Faraway Places: Redwoods in California
While in Oregon last week, I was able to take a day trip south to California and visit Jedediah Smith Redwoods State Park, the northernmost location in a string of redwood parks stretching up California’s northern coast. Most of the park consists of an old growth forest, which had never been logged, giving the forest a primeval feel. It is unsurprising then, that one of the park’s groves contains four of the ten largest coast redwoods measured, including one called “Del Norte Titan”, which is almost 24 feet in diameter and more than 300 feet tall.
Coast redwoods (Sequoia sempervirens), also called coastal redwoods and California redwoods, are the only living species in the genus Sequoia. They are generally found at fairly low elevations (100 to 2,400 feet above sea level) in hilly areas where there is extensive moisture coming in off the ocean, and annual precipitation totals are high (up to 100 inches a year). On the day of our visit, it rained intermittently, but even when the sun was shining, so much moisture had been captured in the tree canopy that it continued to “rain” on us anyway. Such moments, however, did produce remarkable rays of sunlight that lit up all the droplets as the light passed through the branches.
Coast redwoods tend to grow in a forest community that also includes coast Douglas fir, Pacific madrone, and western hemlock, along with a wide variety of ferns, mosses, mushrooms, and redwood sorrel. I’ll focus on just two of the plant species associated with coast redwoods here: redwood sorrel and western sword fern.

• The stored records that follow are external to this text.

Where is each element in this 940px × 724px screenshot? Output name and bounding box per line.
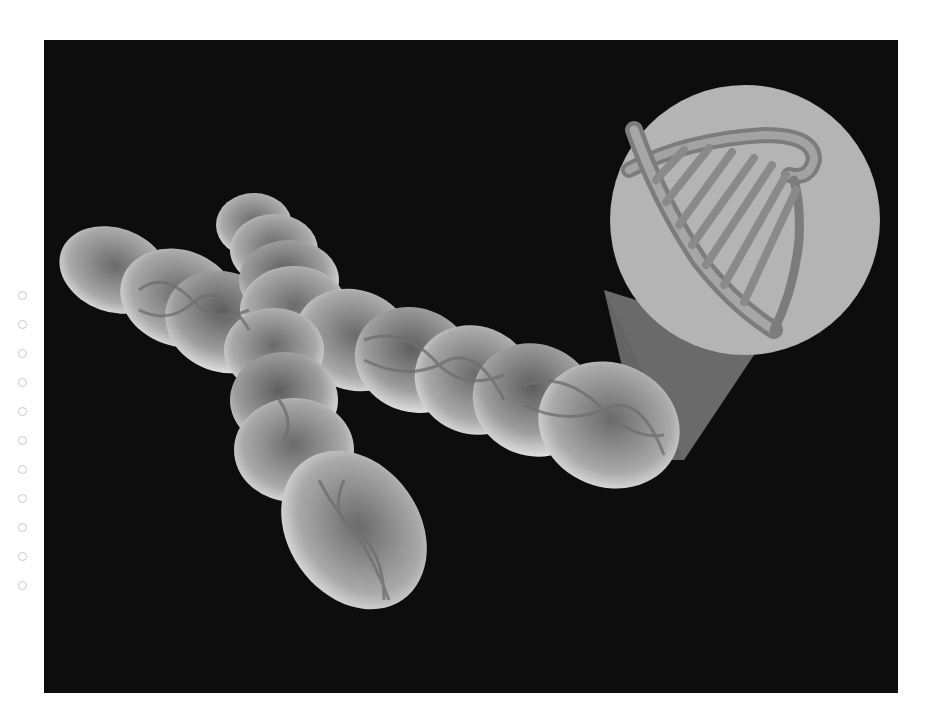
pagination-dot-10[interactable] <box>18 552 27 561</box>
chromosome-illustration <box>44 40 898 693</box>
pagination-dot-7[interactable] <box>18 465 27 474</box>
illustration-frame <box>44 40 898 693</box>
slide-pagination <box>18 291 32 610</box>
pagination-dot-5[interactable] <box>18 407 27 416</box>
pagination-dot-8[interactable] <box>18 494 27 503</box>
pagination-dot-6[interactable] <box>18 436 27 445</box>
pagination-dot-9[interactable] <box>18 523 27 532</box>
pagination-dot-11[interactable] <box>18 581 27 590</box>
pagination-dot-2[interactable] <box>18 320 27 329</box>
pagination-dot-1[interactable] <box>18 291 27 300</box>
pagination-dot-4[interactable] <box>18 378 27 387</box>
pagination-dot-3[interactable] <box>18 349 27 358</box>
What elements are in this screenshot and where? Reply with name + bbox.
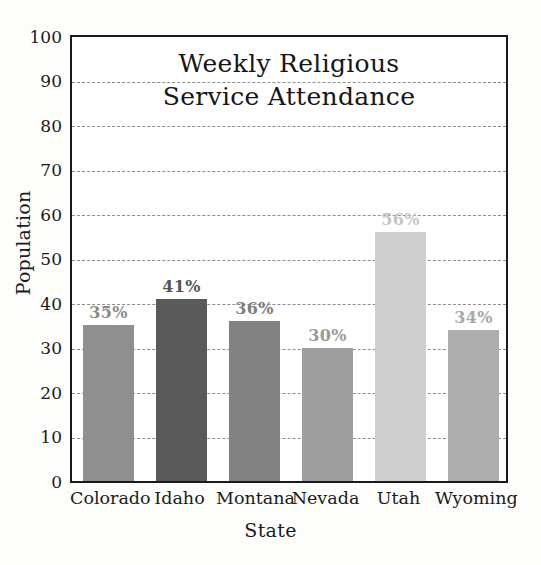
bar-wyoming[interactable]: 34% (448, 330, 499, 481)
y-tick-label: 80 (0, 116, 62, 136)
bar-value-label: 35% (89, 303, 127, 322)
bar-utah[interactable]: 56% (375, 232, 426, 481)
bar-value-label: 56% (381, 210, 419, 229)
plot-area: Weekly ReligiousService Attendance 35%41… (70, 35, 508, 483)
gridline (72, 126, 506, 127)
gridline (72, 304, 506, 305)
y-tick-label: 10 (0, 427, 62, 447)
gridline (72, 438, 506, 439)
y-tick-label: 0 (0, 472, 62, 492)
y-tick-label: 20 (0, 383, 62, 403)
gridline (72, 260, 506, 261)
bar-chart: Population 0102030405060708090100 Weekly… (0, 0, 541, 565)
gridline (72, 171, 506, 172)
x-tick-label-colorado: Colorado (70, 488, 143, 508)
bar-montana[interactable]: 36% (229, 321, 280, 481)
y-axis-title: Population (12, 173, 34, 313)
gridline (72, 393, 506, 394)
bar-value-label: 34% (454, 308, 492, 327)
gridline (72, 215, 506, 216)
bar-value-label: 36% (235, 299, 273, 318)
y-tick-label: 30 (0, 338, 62, 358)
chart-title: Weekly ReligiousService Attendance (72, 47, 506, 113)
x-tick-label-montana: Montana (216, 488, 289, 508)
y-tick-label: 90 (0, 71, 62, 91)
bar-value-label: 41% (162, 277, 200, 296)
x-tick-label-idaho: Idaho (143, 488, 216, 508)
x-axis-title: State (0, 519, 541, 541)
gridline (72, 349, 506, 350)
y-tick-label: 100 (0, 27, 62, 47)
bar-idaho[interactable]: 41% (156, 299, 207, 481)
x-tick-label-utah: Utah (362, 488, 435, 508)
x-tick-label-nevada: Nevada (289, 488, 362, 508)
bar-colorado[interactable]: 35% (83, 325, 134, 481)
bar-value-label: 30% (308, 326, 346, 345)
x-tick-label-wyoming: Wyoming (435, 488, 508, 508)
bar-nevada[interactable]: 30% (302, 348, 353, 482)
chart-title-line-1: Weekly Religious (72, 47, 506, 80)
chart-title-line-2: Service Attendance (72, 80, 506, 113)
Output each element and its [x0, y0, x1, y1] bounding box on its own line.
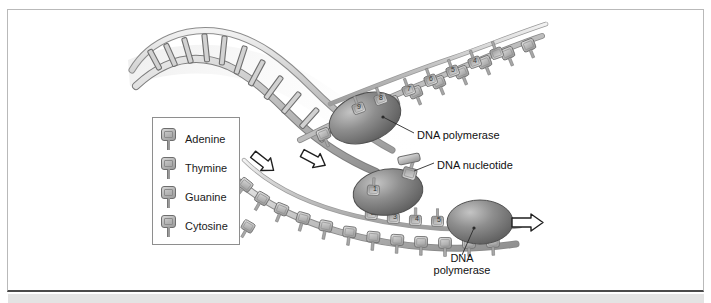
svg-text:4: 4: [473, 57, 477, 64]
svg-text:9: 9: [357, 103, 361, 110]
thymine-nucleotide-icon: [161, 157, 176, 179]
callout-dna-nucleotide: DNA nucleotide: [437, 159, 513, 171]
legend-item-adenine: Adenine: [161, 125, 225, 153]
svg-text:1: 1: [373, 185, 377, 192]
dna-polymerase-bottom: [447, 200, 513, 244]
svg-text:5: 5: [437, 216, 441, 223]
legend-item-guanine: Guanine: [161, 183, 227, 211]
cytosine-nucleotide-icon: [161, 215, 176, 237]
svg-text:6: 6: [429, 75, 433, 82]
callout-dna-polymerase-bottom-line1: DNA: [427, 252, 497, 264]
callout-dna-polymerase-bottom: DNA polymerase: [427, 252, 497, 276]
callout-dna-polymerase-top: DNA polymerase: [417, 129, 500, 141]
svg-text:7: 7: [407, 85, 411, 92]
dna-replication-figure: 7 6 5 4 9 8: [0, 0, 711, 303]
legend-label-adenine: Adenine: [185, 134, 225, 145]
legend-item-thymine: Thymine: [161, 154, 227, 182]
svg-text:5: 5: [451, 66, 455, 73]
legend-label-cytosine: Cytosine: [185, 221, 228, 232]
dna-replication-illustration: 7 6 5 4 9 8: [0, 0, 711, 303]
direction-arrow-top: [298, 146, 328, 172]
direction-arrow-middle: [248, 148, 278, 177]
nucleotide-legend: Adenine Thymine Guanine Cytosine: [152, 117, 240, 245]
guanine-nucleotide-icon: [161, 186, 176, 208]
svg-text:8: 8: [379, 94, 383, 101]
callout-dna-polymerase-bottom-line2: polymerase: [427, 264, 497, 276]
adenine-nucleotide-icon: [161, 128, 176, 150]
legend-item-cytosine: Cytosine: [161, 212, 228, 240]
svg-text:4: 4: [415, 215, 419, 222]
legend-label-thymine: Thymine: [185, 163, 227, 174]
legend-label-guanine: Guanine: [185, 192, 227, 203]
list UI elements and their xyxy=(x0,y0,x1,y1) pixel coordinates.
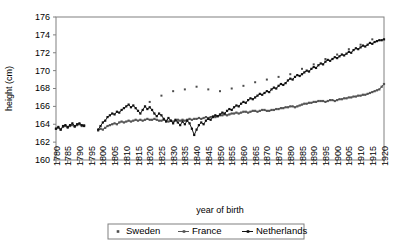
data-point xyxy=(191,128,193,130)
data-point xyxy=(238,112,240,114)
y-tick-label: 162 xyxy=(35,137,50,147)
data-point xyxy=(235,112,237,114)
data-point xyxy=(282,107,284,109)
x-axis-title: year of birth xyxy=(196,205,244,215)
data-point xyxy=(334,100,336,102)
data-point xyxy=(135,119,137,121)
x-tick-label: 1885 xyxy=(298,146,308,166)
data-point xyxy=(273,109,275,111)
y-tick-label: 166 xyxy=(35,101,50,111)
data-point xyxy=(146,118,148,120)
data-point xyxy=(252,98,254,100)
data-point xyxy=(160,114,162,116)
data-point xyxy=(226,114,228,116)
data-point xyxy=(289,73,291,75)
data-point xyxy=(374,41,376,43)
data-point xyxy=(331,99,333,101)
data-point xyxy=(62,125,64,127)
data-point xyxy=(205,120,207,122)
data-point xyxy=(336,54,338,56)
data-point xyxy=(357,48,359,50)
data-point xyxy=(371,38,373,40)
data-point xyxy=(193,118,195,120)
data-point xyxy=(315,67,317,69)
x-tick-label: 1835 xyxy=(180,146,190,166)
x-tick-label: 1800 xyxy=(98,146,108,166)
data-point xyxy=(219,113,221,115)
data-point xyxy=(60,129,62,131)
data-point xyxy=(299,75,301,77)
data-point xyxy=(299,104,301,106)
data-point xyxy=(177,121,179,123)
data-point xyxy=(121,109,123,111)
data-point xyxy=(203,123,205,125)
legend-label: France xyxy=(192,225,222,236)
x-tick-label: 1915 xyxy=(368,146,378,166)
data-point xyxy=(254,110,256,112)
data-point xyxy=(142,120,144,122)
x-tick-label: 1780 xyxy=(52,146,62,166)
data-point xyxy=(359,46,361,48)
data-point xyxy=(106,116,108,118)
data-point xyxy=(219,90,221,92)
data-point xyxy=(310,68,312,70)
x-tick-label: 1825 xyxy=(157,146,167,166)
data-point xyxy=(376,40,378,42)
data-point xyxy=(263,109,265,111)
data-point xyxy=(221,112,223,114)
data-point xyxy=(350,96,352,98)
data-point xyxy=(111,123,113,125)
data-point xyxy=(146,108,148,110)
data-point xyxy=(196,86,198,88)
data-point xyxy=(254,96,256,98)
data-point xyxy=(128,103,130,105)
data-point xyxy=(132,104,134,106)
data-point xyxy=(109,124,111,126)
data-point xyxy=(224,112,226,114)
data-point xyxy=(336,57,338,59)
plot-area xyxy=(56,17,384,160)
data-point xyxy=(242,111,244,113)
y-tick-label: 168 xyxy=(35,83,50,93)
data-point xyxy=(153,118,155,120)
data-point xyxy=(160,120,162,122)
data-point xyxy=(184,123,186,125)
data-point xyxy=(99,125,101,127)
data-point xyxy=(177,119,179,121)
x-tick-label: 1870 xyxy=(262,146,272,166)
x-tick-label: 1895 xyxy=(321,146,331,166)
data-point xyxy=(184,120,186,122)
data-point xyxy=(285,106,287,108)
data-point xyxy=(292,105,294,107)
data-point xyxy=(214,114,216,116)
data-point xyxy=(135,107,137,109)
data-point xyxy=(270,109,272,111)
data-point xyxy=(118,121,120,123)
data-point xyxy=(324,58,326,60)
data-point xyxy=(273,87,275,89)
data-point xyxy=(275,87,277,89)
data-point xyxy=(109,114,111,116)
data-point xyxy=(231,112,233,114)
x-axis: 1780178517901795180018051810181518201825… xyxy=(52,146,390,166)
legend-marker xyxy=(183,230,186,233)
data-point xyxy=(306,103,308,105)
data-point xyxy=(378,88,380,90)
data-point xyxy=(104,120,106,122)
data-point xyxy=(165,120,167,122)
data-point xyxy=(205,116,207,118)
data-point xyxy=(313,63,315,65)
data-point xyxy=(125,105,127,107)
data-point xyxy=(151,119,153,121)
y-tick-label: 174 xyxy=(35,30,50,40)
data-point xyxy=(217,115,219,117)
data-point xyxy=(296,105,298,107)
data-point xyxy=(320,62,322,64)
data-point xyxy=(252,110,254,112)
data-point xyxy=(137,120,139,122)
data-point xyxy=(381,86,383,88)
data-point xyxy=(331,58,333,60)
x-tick-label: 1920 xyxy=(380,146,390,166)
data-point xyxy=(181,120,183,122)
data-point xyxy=(301,73,303,75)
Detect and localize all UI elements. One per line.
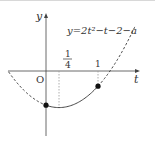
t-axis-label: t [134, 73, 139, 86]
parabola-graph: y t O y=2t²−t−2−a 1 4 1 [0, 1, 155, 146]
curve-solid [46, 86, 98, 107]
origin-label: O [36, 74, 44, 85]
diagram-frame: y t O y=2t²−t−2−a 1 4 1 [0, 0, 155, 146]
point-t0 [43, 103, 48, 108]
tick-quarter-denominator: 4 [65, 60, 71, 70]
tick-one-label: 1 [95, 59, 101, 69]
tick-quarter-numerator: 1 [65, 49, 71, 59]
point-t1 [95, 84, 100, 89]
y-axis-arrow [44, 13, 48, 18]
equation-label: y=2t²−t−2−a [66, 25, 137, 36]
y-axis-label: y [35, 10, 43, 23]
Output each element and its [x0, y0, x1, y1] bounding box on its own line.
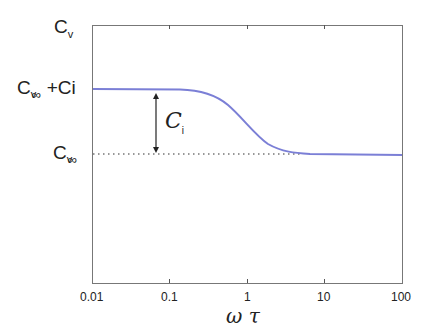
upper-level-c: C [17, 77, 31, 98]
ci-double-arrow [153, 93, 159, 153]
x-tick-0.01: 0.01 [80, 290, 103, 304]
y-axis-label-c: C [54, 16, 68, 37]
lower-level-sub: v [67, 153, 73, 165]
y-axis-label: Cv [54, 16, 73, 38]
y-axis-label-sub: v [68, 28, 74, 40]
ci-annotation-label: Ci [165, 108, 184, 133]
x-tick-100: 100 [391, 290, 411, 304]
x-tick-1: 1 [244, 290, 251, 304]
upper-level-plus: + [47, 77, 58, 98]
x-tick-10: 10 [317, 290, 330, 304]
x-axis-label: ω τ [226, 304, 260, 328]
plot-canvas [0, 0, 431, 334]
ci-label-c: C [165, 108, 182, 133]
upper-level-label: C∞v+Ci [17, 77, 76, 99]
lower-level-c: C [53, 142, 67, 163]
lower-level-label: C∞v [53, 142, 83, 164]
upper-level-ci: Ci [58, 77, 76, 98]
upper-level-sub: v [31, 88, 37, 100]
x-tick-0.1: 0.1 [161, 290, 178, 304]
ci-label-sub: i [182, 125, 184, 136]
cv-curve [93, 89, 402, 155]
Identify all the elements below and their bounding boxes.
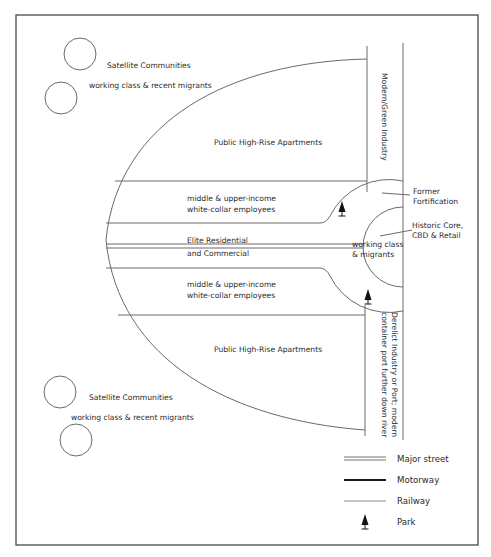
legend: Major street Motorway Railway Park (344, 454, 449, 529)
elite-residential-line2: and Commercial (187, 249, 249, 258)
derelict-industry-line1: Derelict Industry or Port; modern (390, 312, 399, 437)
legend-label-motorway: Motorway (397, 475, 439, 485)
ring-line-2 (106, 216, 330, 223)
satellite-bottom-subtitle: working class & recent migrants (71, 413, 194, 422)
satellite-top-subtitle: working class & recent migrants (89, 81, 212, 90)
fortification-line1: Former (413, 187, 441, 196)
public-housing-top-label: Public High-Rise Apartments (214, 138, 322, 147)
fortification-line2: Fortification (413, 197, 458, 206)
park-icon (365, 289, 372, 304)
urban-model-diagram: Satellite Communities working class & re… (0, 0, 491, 557)
historic-core-line2: CBD & Retail (412, 231, 461, 240)
legend-label-railway: Railway (397, 496, 430, 506)
ring-line-3 (106, 268, 330, 276)
legend-label-major-street: Major street (397, 454, 449, 464)
middle-income-bottom-line2: white-collar employees (187, 291, 275, 300)
park-icon (339, 201, 346, 216)
satellite-top-title: Satellite Communities (107, 61, 191, 70)
core-inner-line1: working class (352, 240, 403, 249)
satellite-bottom-title: Satellite Communities (89, 393, 173, 402)
public-housing-bottom-label: Public High-Rise Apartments (214, 345, 322, 354)
park-icon (362, 514, 369, 529)
derelict-industry-line2: container port further down river (380, 312, 389, 438)
middle-income-bottom-line1: middle & upper-income (187, 280, 276, 289)
middle-income-top-line1: middle & upper-income (187, 194, 276, 203)
legend-item-motorway: Motorway (344, 475, 439, 485)
core-inner-line2: & migrants (352, 250, 394, 259)
fortification-callout-line (382, 193, 410, 195)
satellite-communities-top (45, 38, 96, 114)
historic-core-line1: Historic Core, (412, 221, 463, 230)
legend-label-park: Park (397, 517, 416, 527)
legend-item-major-street: Major street (344, 454, 449, 464)
historic-core-callout-line (380, 230, 412, 236)
legend-item-park: Park (362, 514, 416, 529)
modern-industry-label: Modern/Green Industry (380, 73, 389, 161)
middle-income-top-line2: white-collar employees (187, 205, 275, 214)
legend-item-railway: Railway (344, 496, 430, 506)
elite-residential-line1: Elite Residential (187, 236, 248, 245)
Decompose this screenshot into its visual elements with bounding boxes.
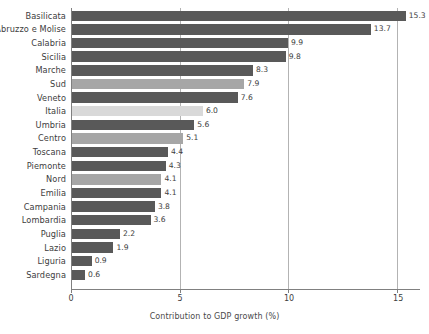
bar-row: Umbria5.6 [71,118,420,132]
x-axis-label: Contribution to GDP growth (%) [0,313,429,321]
bar [72,106,203,116]
bar-value-label: 3.8 [158,203,170,211]
bar [72,201,155,211]
bar [72,65,253,75]
bar [72,242,113,252]
bar-value-label: 5.6 [197,121,209,129]
bar-value-label: 3.6 [154,216,166,224]
bar [72,161,166,171]
category-label: Abruzzo e Molise [0,25,66,33]
bar-value-label: 13.7 [374,26,391,34]
bar-value-label: 4.1 [164,176,176,184]
category-label: Umbria [36,121,66,129]
bar-row: Emilia4.1 [71,186,420,200]
bar-row: Campania3.8 [71,200,420,214]
bar-row: Sicilia9.8 [71,50,420,64]
bar [72,120,194,130]
bar-value-label: 15.3 [409,12,426,20]
bar-value-label: 0.6 [88,271,100,279]
x-tick-label: 15 [393,295,403,303]
x-tick-mark-0 [71,289,72,293]
bar-row: Lombardia3.6 [71,213,420,227]
bar-row: Toscana4.4 [71,145,420,159]
bar-row: Nord4.1 [71,173,420,187]
bar-row: Piemonte4.3 [71,159,420,173]
category-label: Puglia [41,230,66,238]
category-label: Lombardia [22,216,66,224]
category-label: Italia [45,107,66,115]
bar [72,92,238,102]
bar-row: Marche8.3 [71,64,420,78]
bar [72,256,92,266]
category-label: Sicilia [41,53,66,61]
bar-row: Sardegna0.6 [71,268,420,282]
category-label: Nord [46,175,66,183]
bar-value-label: 7.6 [241,94,253,102]
bar [72,270,85,280]
bar-value-label: 4.4 [171,148,183,156]
category-label: Sud [50,80,66,88]
y-axis-line [71,8,72,289]
category-label: Sardegna [26,271,66,279]
bar [72,79,244,89]
bar-row: Lazio1.9 [71,241,420,255]
bar-row: Calabria9.9 [71,36,420,50]
bar [72,51,286,61]
x-tick-label: 5 [178,295,183,303]
x-tick-label: 0 [68,295,73,303]
category-label: Emilia [40,189,66,197]
category-label: Centro [38,134,66,142]
bar-value-label: 2.2 [123,230,135,238]
bar-value-label: 1.9 [116,244,128,252]
bar-row: Italia6.0 [71,104,420,118]
bar-value-label: 6.0 [206,107,218,115]
bar-row: Puglia2.2 [71,227,420,241]
bar [72,133,183,143]
bar-row: Sud7.9 [71,77,420,91]
bar [72,229,120,239]
bar [72,174,161,184]
bar-row: Liguria0.9 [71,254,420,268]
category-label: Calabria [31,39,66,47]
category-label: Lazio [44,243,66,251]
plot-area: Basilicata15.3Abruzzo e Molise13.7Calabr… [71,8,420,289]
x-axis-line [71,289,420,290]
x-tick-mark-10 [288,289,289,293]
bar-value-label: 7.9 [247,80,259,88]
bar-value-label: 4.1 [164,189,176,197]
bar-value-label: 9.9 [291,39,303,47]
caption-clipped [0,330,429,334]
bar-value-label: 0.9 [95,257,107,265]
bar [72,24,371,34]
category-label: Basilicata [26,12,66,20]
bar-row: Basilicata15.3 [71,9,420,23]
x-tick-mark-5 [180,289,181,293]
bar-chart: Basilicata15.3Abruzzo e Molise13.7Calabr… [0,0,429,334]
category-label: Piemonte [27,162,66,170]
category-label: Toscana [33,148,66,156]
category-label: Liguria [37,257,66,265]
bar [72,188,161,198]
x-tick-mark-15 [397,289,398,293]
bar-row: Centro5.1 [71,132,420,146]
category-label: Veneto [37,93,66,101]
bar-value-label: 9.8 [289,53,301,61]
bar [72,147,168,157]
category-label: Marche [35,66,66,74]
x-tick-label: 10 [284,295,294,303]
bar-row: Abruzzo e Molise13.7 [71,23,420,37]
bar-value-label: 5.1 [186,135,198,143]
bar [72,11,406,21]
bar [72,215,151,225]
category-label: Campania [24,203,66,211]
bar-value-label: 4.3 [169,162,181,170]
bar [72,38,288,48]
bar-value-label: 8.3 [256,67,268,75]
bar-row: Veneto7.6 [71,91,420,105]
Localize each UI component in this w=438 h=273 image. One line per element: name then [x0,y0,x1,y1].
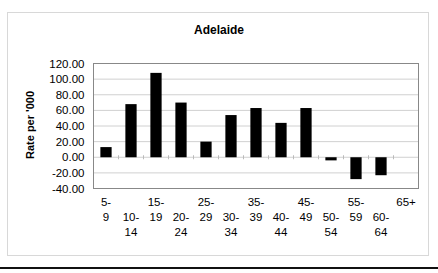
bar [200,142,211,158]
y-tick-label: 100.00 [49,73,84,85]
bar [150,73,161,157]
x-tick-label: 40-44 [273,211,290,238]
y-tick-label: 60.00 [56,104,85,116]
x-tick-label: 25-29 [198,196,215,223]
x-tick-label: 20-24 [173,211,190,238]
y-tick-label: 0.00 [62,151,84,163]
y-tick-label: 80.00 [56,89,85,101]
bar [350,157,361,179]
bar [375,157,386,175]
bar [300,108,311,157]
x-tick-label: 45-49 [298,196,315,223]
x-tick-label: 60-64 [373,211,390,238]
x-axis-ticks: 5-910-1415-1920-2425-2930-3435-3940-4445… [101,196,416,238]
chart-title: Adelaide [194,23,244,37]
x-tick-label: 10-14 [123,211,140,238]
y-tick-label: 40.00 [56,120,85,132]
x-tick-label: 15-19 [148,196,165,223]
y-tick-label: -40.00 [52,183,85,195]
y-axis-ticks: 120.00100.0080.0060.0040.0020.000.00-20.… [49,58,84,195]
y-tick-label: 120.00 [49,58,84,70]
y-tick-label: 20.00 [56,136,85,148]
x-tick-label: 50-54 [323,211,340,238]
x-tick-label: 5-9 [101,196,111,223]
bar [250,108,261,157]
bar [325,157,336,160]
bar [275,123,286,157]
bar [225,115,236,157]
bar [100,147,111,157]
x-tick-label: 65+ [396,196,416,208]
y-axis-label: Rate per '000 [24,91,36,159]
x-tick-label: 55-59 [348,196,365,223]
bar-chart: Adelaide Rate per '000 120.00100.0080.00… [0,0,438,273]
x-tick-label: 35-39 [248,196,265,223]
x-tick-label: 30-34 [223,211,240,238]
y-tick-label: -20.00 [52,167,85,179]
bar [125,104,136,157]
bar [175,103,186,158]
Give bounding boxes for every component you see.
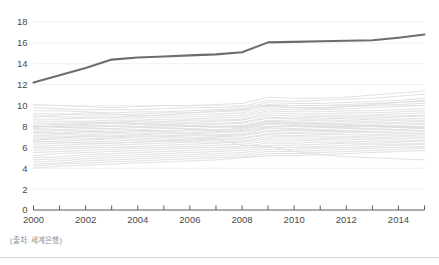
y-axis-tick-labels: 024681012141618 [17, 16, 28, 215]
svg-text:10: 10 [17, 100, 28, 111]
background-series-lines [34, 91, 425, 168]
svg-text:18: 18 [17, 16, 28, 27]
source-caption: (출처: 세계은행) [10, 234, 62, 245]
svg-text:2004: 2004 [127, 214, 148, 225]
svg-text:12: 12 [17, 79, 28, 90]
highlighted-series-line [34, 35, 425, 83]
x-axis-tick-labels: 20002002200420062008201020122014 [23, 214, 409, 225]
svg-text:2: 2 [22, 184, 27, 195]
svg-text:6: 6 [22, 142, 27, 153]
svg-text:2006: 2006 [179, 214, 200, 225]
svg-text:2014: 2014 [388, 214, 409, 225]
svg-text:2000: 2000 [23, 214, 44, 225]
x-axis-ticks [34, 206, 425, 211]
line-chart-plot: 024681012141618 200020022004200620082010… [0, 0, 439, 265]
bottom-divider [0, 257, 439, 258]
svg-text:2010: 2010 [284, 214, 305, 225]
chart-figure: 024681012141618 200020022004200620082010… [0, 0, 439, 265]
svg-text:4: 4 [22, 163, 27, 174]
svg-text:2002: 2002 [75, 214, 96, 225]
svg-text:8: 8 [22, 121, 27, 132]
svg-text:2012: 2012 [336, 214, 357, 225]
svg-text:14: 14 [17, 58, 28, 69]
svg-text:2008: 2008 [231, 214, 252, 225]
svg-text:16: 16 [17, 37, 28, 48]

Redwood sorrel, (Oxalis oregana), although larger than the common yellow wood sorrel we have on Cape Cod, appeared fairly similar at first glance, especially since it was not flowering at this time of year. It was extremely abundant, and formed a fairly lush ground cover layer. Upon closer inspection, however, the redwood sorrel is quite different than our Massachusetts varieties in that its undersides are bright purple. But, like the common yellow wood sorrel, the redwood sorrel leaves are edible, and in my opinion have a more pleasant lemony flavor than the sorrel at home.
Western sword fern, (Polystichum munitum), is one of the most abundant ferns in western North America. Its dark green fronds can grow more than 5.5 feet tall, and in fact, the fern pictured below was about as tall as I am (5’2”), giving the western sword fern a prehistoric feel. Western sword ferns have pinnae ½ to 6 inches long alternately arranged along on the stalk. Each pinna (i.e. leaflet-like feature) has a small upward-pointing lobe at the base, resembling the hilt of a sword, from which the plant gets its name. The edges of each pinna are serrated with bristly tips. On the underside of the fronds, round sori (the fern’s spore producing structures) form two rows on either side of the midrib.
Having recently finished reading The Sound of the Wild Snail Eating, I was excited to see so many banana slugs (Ariolimax columbianus) throughout the park. The slugs I saw were approximately 2-3 inches in length, but banana slugs can grow up to 8 inches in length and live up to 7 years. Its fitting that one of the world’s largest slugs would find its home among some of the world’s largest trees. Interestingly, they eat a little bit of everything in the redwood forest, including live plants, fallen leaves, fungi, and dead animals, but never the redwoods themselves.